[[ Dataset records, beginning ]]

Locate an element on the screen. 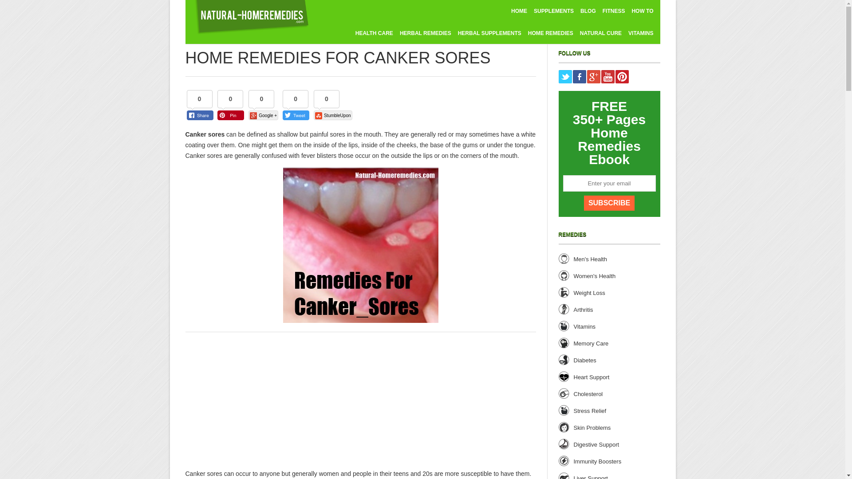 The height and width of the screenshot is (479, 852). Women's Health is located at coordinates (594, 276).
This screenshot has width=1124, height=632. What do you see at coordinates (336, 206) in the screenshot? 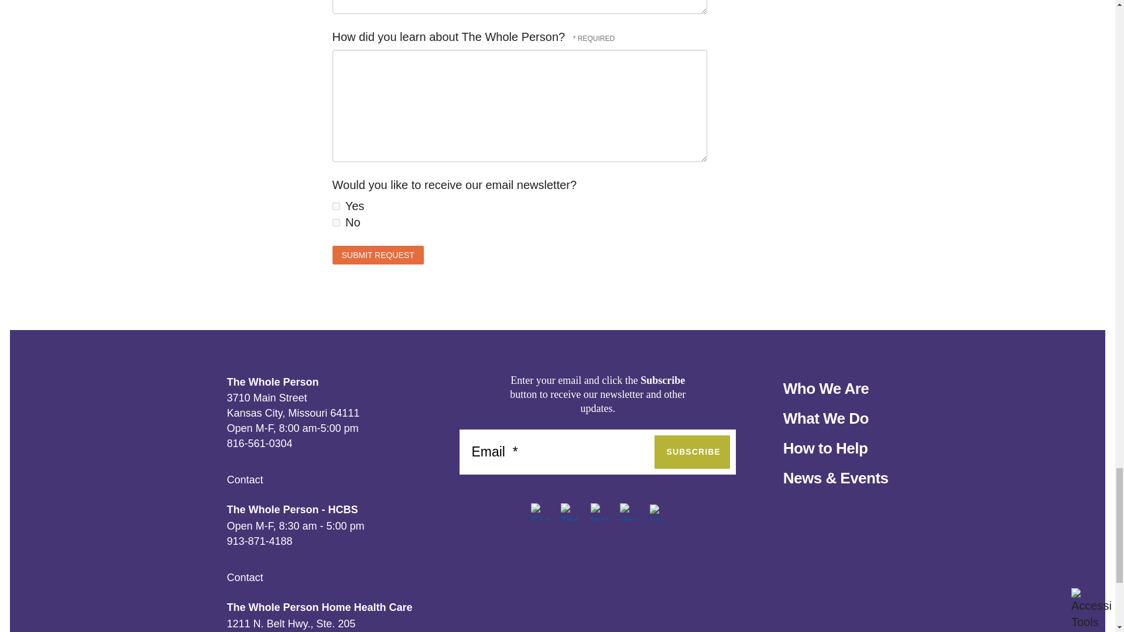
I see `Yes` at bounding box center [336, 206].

[[ Dataset records, end ]]
[[ Dataset records, beginning ]]

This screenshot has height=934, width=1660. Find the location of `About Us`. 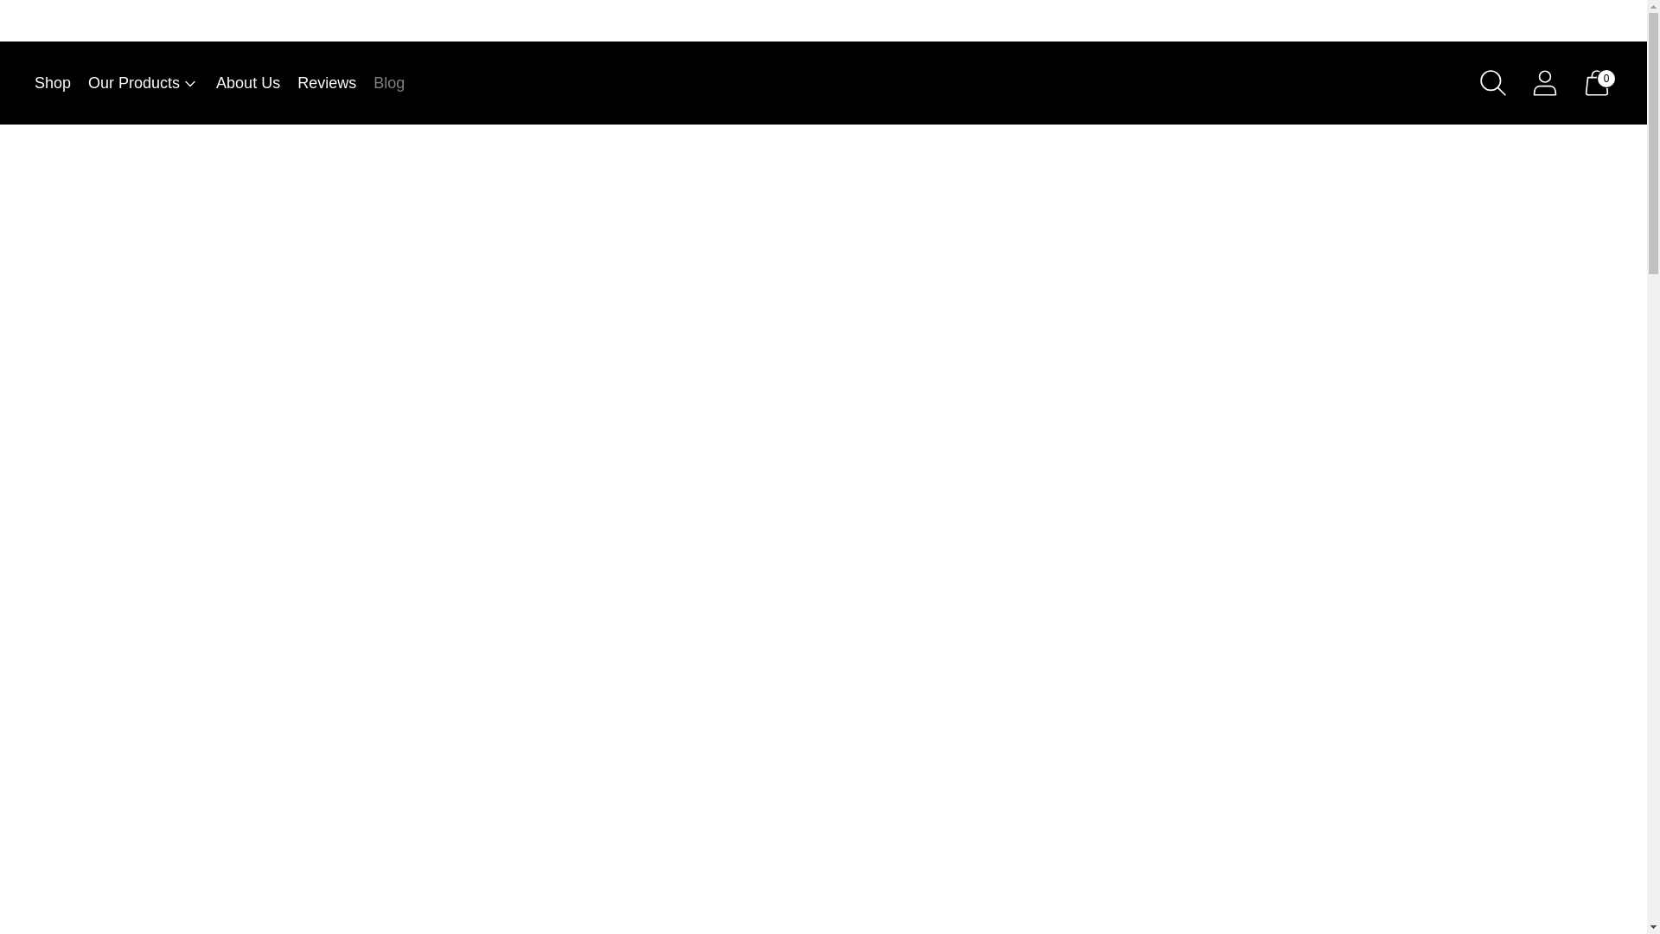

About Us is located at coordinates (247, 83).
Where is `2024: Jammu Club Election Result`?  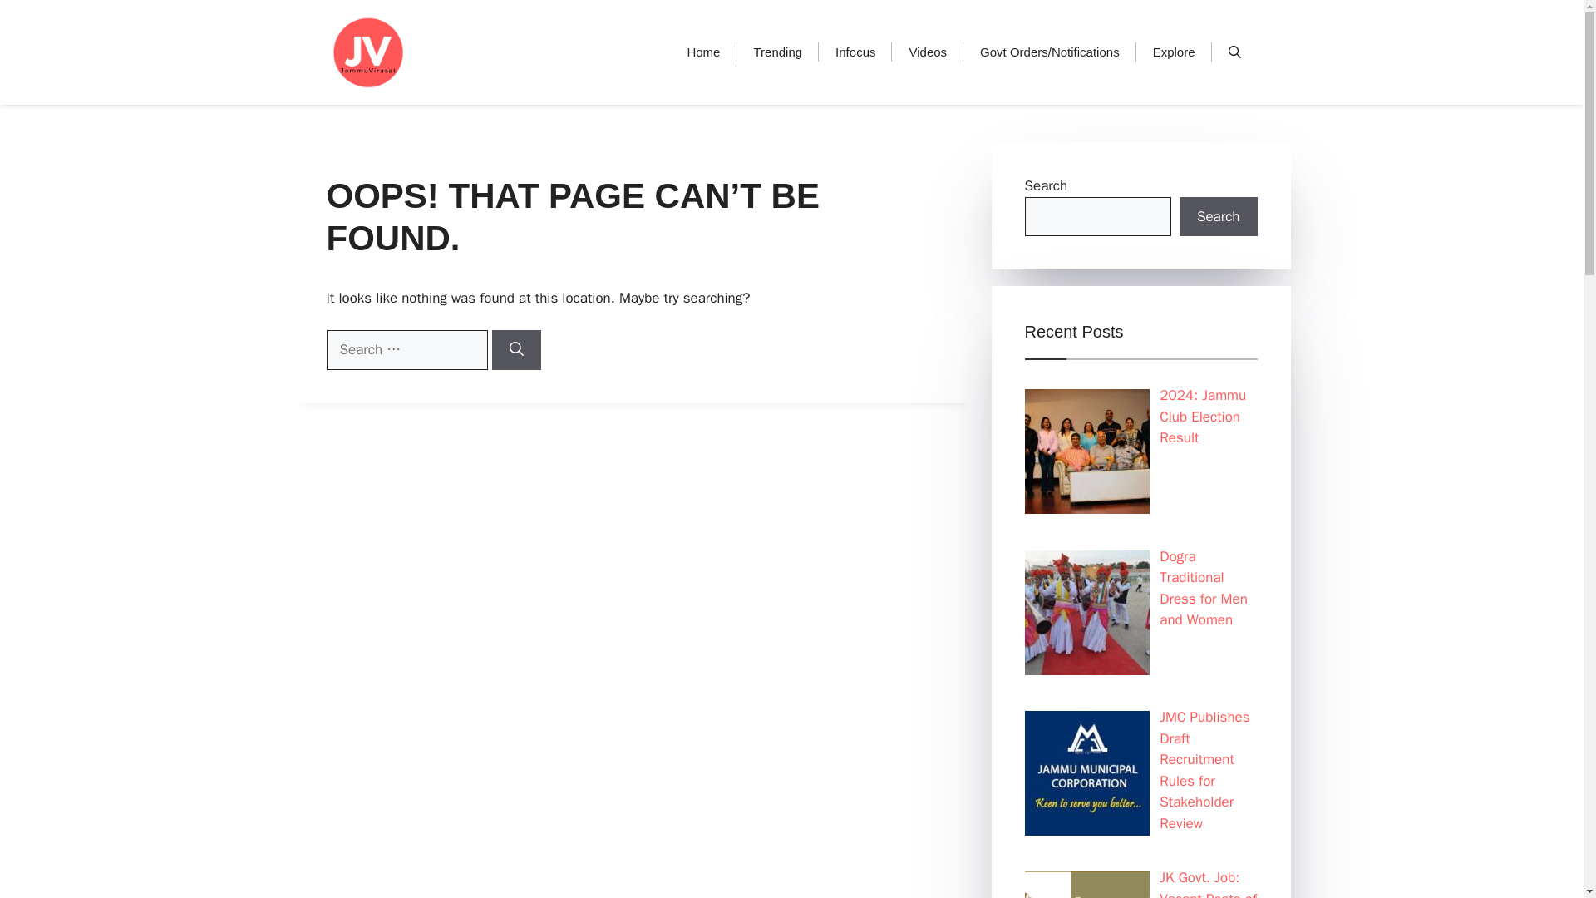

[[ Dataset records, end ]]

- **Task goal**
Starting at the line above that holds "This screenshot has height=934, width=1660.", return each line up to and including the one that holds "Jammu Club Election", exactly as written, minus any pictures.

- **Exercise result**
This screenshot has height=934, width=1660. Find the location of `About Us`. 

About Us is located at coordinates (247, 83).
Where is `2024: Jammu Club Election Result`?  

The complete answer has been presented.